We know that OpenAI (the company behind ChatGPT) is working on a pricing plan, and some users are reporting that they’ve been granted access to a pro tier that costs $42 a month. Fans of “The Hitchhiker’s Guide to the Galaxy” know this number well. In the book, the answer to the “Ultimate Question of Life, The Universe, and Everything” is 42, which makes me wonder if the final pricing will be announced on May 25. More importantly, I have been wondering if ChatGPT is, in fact, a pseudonym for Deep Thought. (Apologies to non-Douglas Adams fans.)

Back in our universe… what would you pay for professional access to ChatGPT? Sans collusion or some other anti-competitive practice between owners of large language models, no matter the initial asking price, the price of the basic service will ultimately devolve into a commoditized race to the bottom (think cloud pricing). The “real” money will be made at the application layer, where experts create highly specialized training sets that add value to the basic services by offering focused super-productive tools.

One way to think about it is how YouTube created a $1.65 billion company (what Google paid for it in 2006) by building a user-friendly front end (application) over a B2B-oriented, hard to use (for normal people) Adobe Flash server. Can you think of an application you could create that would add value to ChatGPT? API access to GPT (the underlying technology) is available now. Go ahead: craft a prompt for ChatGPT that asks it to help you write a business plan for your idea, and let me know if the answer to your question is 42.

Author’s note: This is not a sponsored post. I am the author of this article and it expresses my own opinions. I am not, nor is my company, receiving compensation for it.

About Shelly Palmer

Shelly Palmer is the Professor of Advanced Media in Residence at Syracuse University’s S.I. Newhouse School of Public Communications and CEO of The Palmer Group, a consulting practice that helps Fortune 500 companies with technology, media and marketing. Named LinkedIn’s “Top Voice in Technology,” he covers tech and business for Good Day New York, is a regular commentator on CNN and writes a popular daily business blog. He's a bestselling author, and the creator of the popular, free online course, Generative AI for Execs. Follow @shellypalmer or visit shellypalmer.com.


Give only the number of lines in these records that include "space".

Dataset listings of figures
----
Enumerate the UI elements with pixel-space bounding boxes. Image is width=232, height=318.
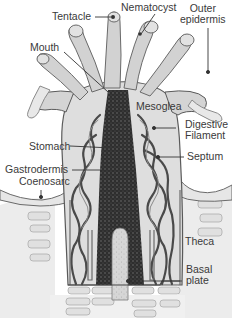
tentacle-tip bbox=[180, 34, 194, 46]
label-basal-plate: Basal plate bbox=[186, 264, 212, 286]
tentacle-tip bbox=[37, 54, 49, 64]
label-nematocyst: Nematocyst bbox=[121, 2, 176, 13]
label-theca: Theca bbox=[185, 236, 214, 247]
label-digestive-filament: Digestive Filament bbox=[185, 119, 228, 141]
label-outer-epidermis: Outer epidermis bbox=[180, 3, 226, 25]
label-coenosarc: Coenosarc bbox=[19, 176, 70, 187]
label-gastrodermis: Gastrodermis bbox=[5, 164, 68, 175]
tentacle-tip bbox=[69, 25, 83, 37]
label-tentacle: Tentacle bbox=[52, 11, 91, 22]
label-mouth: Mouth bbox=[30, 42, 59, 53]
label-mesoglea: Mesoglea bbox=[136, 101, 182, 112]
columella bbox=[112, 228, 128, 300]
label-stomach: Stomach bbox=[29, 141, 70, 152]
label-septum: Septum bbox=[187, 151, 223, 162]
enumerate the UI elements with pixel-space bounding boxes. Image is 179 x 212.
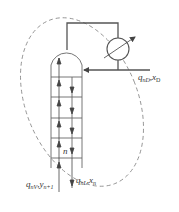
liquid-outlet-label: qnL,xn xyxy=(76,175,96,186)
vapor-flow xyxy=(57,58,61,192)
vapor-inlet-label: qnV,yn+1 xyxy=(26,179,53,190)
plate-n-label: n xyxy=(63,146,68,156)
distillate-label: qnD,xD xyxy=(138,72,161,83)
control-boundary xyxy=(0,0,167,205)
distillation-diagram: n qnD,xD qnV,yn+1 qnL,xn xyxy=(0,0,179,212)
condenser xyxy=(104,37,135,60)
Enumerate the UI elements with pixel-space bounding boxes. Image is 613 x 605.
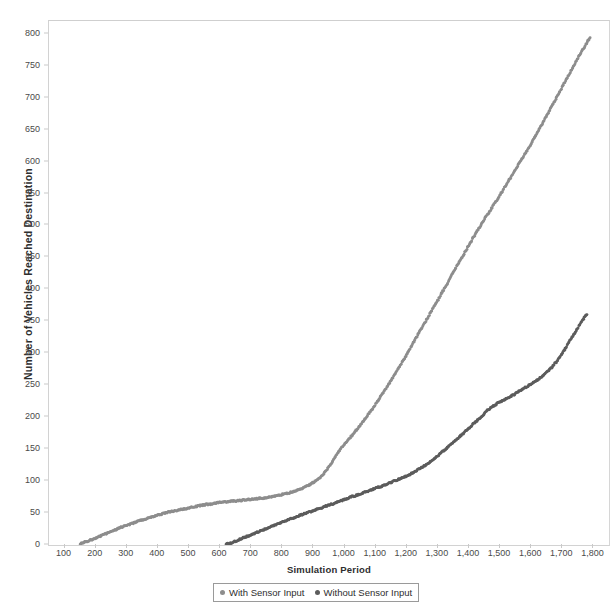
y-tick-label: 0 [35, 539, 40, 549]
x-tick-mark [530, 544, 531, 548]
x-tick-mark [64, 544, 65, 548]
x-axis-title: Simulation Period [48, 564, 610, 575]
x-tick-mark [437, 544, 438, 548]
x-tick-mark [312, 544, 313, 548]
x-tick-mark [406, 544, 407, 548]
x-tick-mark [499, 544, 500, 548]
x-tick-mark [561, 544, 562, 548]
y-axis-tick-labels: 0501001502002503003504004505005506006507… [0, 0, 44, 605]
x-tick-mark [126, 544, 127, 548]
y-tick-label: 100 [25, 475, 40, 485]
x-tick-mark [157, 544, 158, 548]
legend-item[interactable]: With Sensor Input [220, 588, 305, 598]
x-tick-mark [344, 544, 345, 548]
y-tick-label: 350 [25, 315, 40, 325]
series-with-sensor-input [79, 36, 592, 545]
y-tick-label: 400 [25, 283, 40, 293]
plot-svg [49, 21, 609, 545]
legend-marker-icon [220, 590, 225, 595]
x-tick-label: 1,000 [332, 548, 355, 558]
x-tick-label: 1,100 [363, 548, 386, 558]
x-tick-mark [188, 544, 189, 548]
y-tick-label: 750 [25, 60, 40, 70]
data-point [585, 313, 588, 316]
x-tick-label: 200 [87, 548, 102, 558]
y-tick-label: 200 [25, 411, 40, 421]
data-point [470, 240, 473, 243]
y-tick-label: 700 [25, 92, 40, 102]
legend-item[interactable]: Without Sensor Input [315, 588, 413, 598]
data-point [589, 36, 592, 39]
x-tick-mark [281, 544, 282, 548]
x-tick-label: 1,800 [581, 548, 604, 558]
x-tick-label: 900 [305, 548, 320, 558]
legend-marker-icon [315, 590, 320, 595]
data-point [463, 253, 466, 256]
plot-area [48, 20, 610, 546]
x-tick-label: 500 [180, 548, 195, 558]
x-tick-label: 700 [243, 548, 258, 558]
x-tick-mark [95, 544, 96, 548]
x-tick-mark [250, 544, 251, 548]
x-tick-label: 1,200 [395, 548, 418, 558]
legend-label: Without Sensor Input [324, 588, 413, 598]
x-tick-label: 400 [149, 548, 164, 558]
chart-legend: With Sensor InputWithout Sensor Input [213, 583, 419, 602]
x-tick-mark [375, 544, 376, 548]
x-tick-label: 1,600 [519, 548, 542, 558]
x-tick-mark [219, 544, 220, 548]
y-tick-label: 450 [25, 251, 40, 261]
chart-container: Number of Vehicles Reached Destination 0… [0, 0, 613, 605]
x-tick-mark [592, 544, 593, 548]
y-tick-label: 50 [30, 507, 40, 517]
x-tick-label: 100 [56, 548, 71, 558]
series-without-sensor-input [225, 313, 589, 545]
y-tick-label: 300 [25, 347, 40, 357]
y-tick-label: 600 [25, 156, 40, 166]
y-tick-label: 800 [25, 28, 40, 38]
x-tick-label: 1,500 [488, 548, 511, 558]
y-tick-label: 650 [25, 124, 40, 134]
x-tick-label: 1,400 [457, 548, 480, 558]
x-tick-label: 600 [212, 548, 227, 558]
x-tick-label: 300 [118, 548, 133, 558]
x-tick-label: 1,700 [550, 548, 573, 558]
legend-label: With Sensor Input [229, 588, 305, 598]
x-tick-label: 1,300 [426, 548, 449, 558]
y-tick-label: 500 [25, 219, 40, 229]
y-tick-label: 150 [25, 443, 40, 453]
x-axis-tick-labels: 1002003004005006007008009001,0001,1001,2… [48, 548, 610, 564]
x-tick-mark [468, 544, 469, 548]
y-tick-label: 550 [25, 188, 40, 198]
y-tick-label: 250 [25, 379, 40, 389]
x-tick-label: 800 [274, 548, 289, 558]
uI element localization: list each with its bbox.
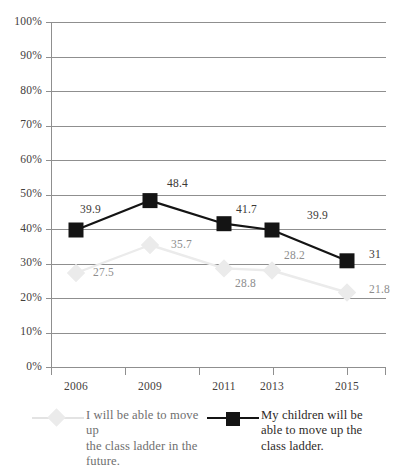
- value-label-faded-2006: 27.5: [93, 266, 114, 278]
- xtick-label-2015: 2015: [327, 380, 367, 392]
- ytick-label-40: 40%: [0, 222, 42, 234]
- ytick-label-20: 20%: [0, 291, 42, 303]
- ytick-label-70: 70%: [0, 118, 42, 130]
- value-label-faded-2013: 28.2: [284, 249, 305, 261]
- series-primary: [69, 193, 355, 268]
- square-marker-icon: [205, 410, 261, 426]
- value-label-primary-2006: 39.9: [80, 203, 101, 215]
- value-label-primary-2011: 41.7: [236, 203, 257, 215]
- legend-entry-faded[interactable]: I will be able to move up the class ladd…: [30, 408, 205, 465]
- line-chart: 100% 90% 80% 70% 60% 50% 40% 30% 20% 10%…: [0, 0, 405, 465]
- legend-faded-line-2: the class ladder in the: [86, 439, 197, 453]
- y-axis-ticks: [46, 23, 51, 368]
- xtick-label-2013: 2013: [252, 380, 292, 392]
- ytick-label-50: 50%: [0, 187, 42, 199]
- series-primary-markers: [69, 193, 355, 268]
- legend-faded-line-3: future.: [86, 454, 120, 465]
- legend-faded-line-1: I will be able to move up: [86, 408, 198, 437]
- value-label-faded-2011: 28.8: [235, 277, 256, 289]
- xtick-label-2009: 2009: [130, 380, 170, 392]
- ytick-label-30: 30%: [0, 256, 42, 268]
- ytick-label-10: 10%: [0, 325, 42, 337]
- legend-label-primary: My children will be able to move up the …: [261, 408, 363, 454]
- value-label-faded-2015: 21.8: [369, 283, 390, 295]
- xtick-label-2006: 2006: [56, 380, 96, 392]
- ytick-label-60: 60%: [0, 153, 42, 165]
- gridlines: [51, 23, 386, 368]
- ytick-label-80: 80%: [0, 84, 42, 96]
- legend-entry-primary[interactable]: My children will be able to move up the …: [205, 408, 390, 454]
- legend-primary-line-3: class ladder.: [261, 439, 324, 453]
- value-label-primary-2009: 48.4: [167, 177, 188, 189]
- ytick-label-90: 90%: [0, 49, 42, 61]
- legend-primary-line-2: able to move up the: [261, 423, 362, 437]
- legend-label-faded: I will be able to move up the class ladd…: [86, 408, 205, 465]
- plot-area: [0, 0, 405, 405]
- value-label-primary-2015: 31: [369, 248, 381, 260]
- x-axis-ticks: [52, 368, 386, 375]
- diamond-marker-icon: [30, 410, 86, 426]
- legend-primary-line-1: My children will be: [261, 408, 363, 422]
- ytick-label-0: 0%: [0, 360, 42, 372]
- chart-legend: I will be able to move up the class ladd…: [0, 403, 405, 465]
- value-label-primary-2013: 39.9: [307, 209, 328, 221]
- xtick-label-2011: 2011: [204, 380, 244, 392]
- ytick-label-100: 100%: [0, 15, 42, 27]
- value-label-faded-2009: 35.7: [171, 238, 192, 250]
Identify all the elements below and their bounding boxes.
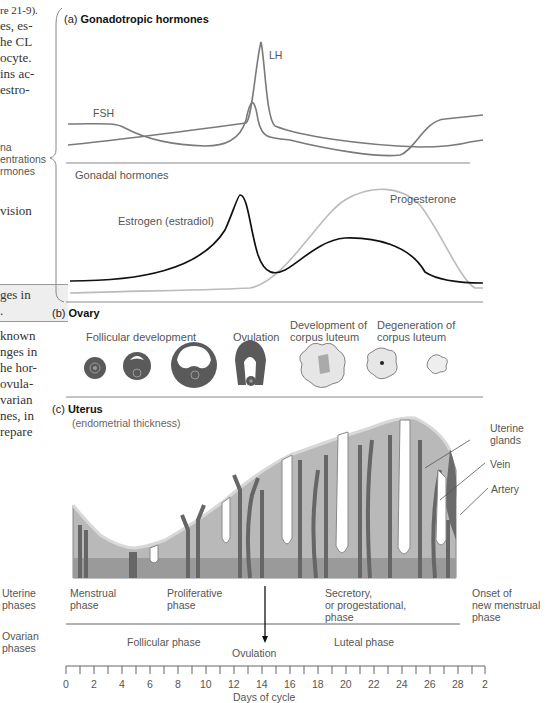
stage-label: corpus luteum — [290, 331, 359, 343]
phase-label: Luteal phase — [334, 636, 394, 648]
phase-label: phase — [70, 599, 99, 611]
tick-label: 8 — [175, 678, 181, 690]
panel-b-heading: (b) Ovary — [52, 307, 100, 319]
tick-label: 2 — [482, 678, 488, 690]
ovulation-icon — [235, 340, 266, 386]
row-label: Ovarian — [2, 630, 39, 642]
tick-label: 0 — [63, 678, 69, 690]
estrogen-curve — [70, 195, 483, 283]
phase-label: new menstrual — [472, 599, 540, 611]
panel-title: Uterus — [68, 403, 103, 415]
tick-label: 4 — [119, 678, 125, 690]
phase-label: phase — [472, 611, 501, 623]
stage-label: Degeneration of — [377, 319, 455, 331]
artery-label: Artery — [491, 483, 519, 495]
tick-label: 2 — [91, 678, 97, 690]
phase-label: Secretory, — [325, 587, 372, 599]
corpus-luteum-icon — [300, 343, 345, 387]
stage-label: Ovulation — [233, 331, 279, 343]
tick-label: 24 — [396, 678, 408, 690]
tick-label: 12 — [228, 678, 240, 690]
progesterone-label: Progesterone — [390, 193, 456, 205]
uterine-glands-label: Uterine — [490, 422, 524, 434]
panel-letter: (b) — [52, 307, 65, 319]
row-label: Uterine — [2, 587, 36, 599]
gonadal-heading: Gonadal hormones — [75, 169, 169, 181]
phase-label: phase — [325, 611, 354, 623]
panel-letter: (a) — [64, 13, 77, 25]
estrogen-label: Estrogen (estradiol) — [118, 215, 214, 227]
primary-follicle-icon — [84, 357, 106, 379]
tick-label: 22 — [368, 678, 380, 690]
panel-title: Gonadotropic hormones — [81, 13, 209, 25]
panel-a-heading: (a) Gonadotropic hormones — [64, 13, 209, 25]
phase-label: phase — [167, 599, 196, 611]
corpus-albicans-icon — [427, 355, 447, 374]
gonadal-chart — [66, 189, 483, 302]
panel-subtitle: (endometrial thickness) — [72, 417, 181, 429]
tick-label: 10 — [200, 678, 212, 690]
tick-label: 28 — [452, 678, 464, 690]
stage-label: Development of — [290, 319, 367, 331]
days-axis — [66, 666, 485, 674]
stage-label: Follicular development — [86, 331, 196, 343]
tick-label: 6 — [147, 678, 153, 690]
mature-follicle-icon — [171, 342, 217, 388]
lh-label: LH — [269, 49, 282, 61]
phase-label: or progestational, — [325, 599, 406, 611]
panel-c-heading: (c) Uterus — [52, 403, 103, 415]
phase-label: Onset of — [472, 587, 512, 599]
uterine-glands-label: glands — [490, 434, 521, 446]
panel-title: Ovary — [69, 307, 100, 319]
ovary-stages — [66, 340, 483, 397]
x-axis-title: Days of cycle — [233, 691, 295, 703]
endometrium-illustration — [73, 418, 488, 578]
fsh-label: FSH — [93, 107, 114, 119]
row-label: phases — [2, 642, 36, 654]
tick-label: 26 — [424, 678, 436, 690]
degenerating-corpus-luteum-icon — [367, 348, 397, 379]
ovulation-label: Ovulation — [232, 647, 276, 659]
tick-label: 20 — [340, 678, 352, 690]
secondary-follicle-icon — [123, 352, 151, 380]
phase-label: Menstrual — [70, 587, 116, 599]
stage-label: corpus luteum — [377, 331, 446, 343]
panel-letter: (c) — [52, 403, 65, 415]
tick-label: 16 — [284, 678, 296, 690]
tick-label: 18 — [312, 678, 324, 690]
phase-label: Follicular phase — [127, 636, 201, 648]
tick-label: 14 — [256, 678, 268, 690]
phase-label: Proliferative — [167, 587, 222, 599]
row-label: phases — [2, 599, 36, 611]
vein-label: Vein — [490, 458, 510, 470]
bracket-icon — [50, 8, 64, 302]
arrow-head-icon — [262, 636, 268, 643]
----
* Response to the exercise *
3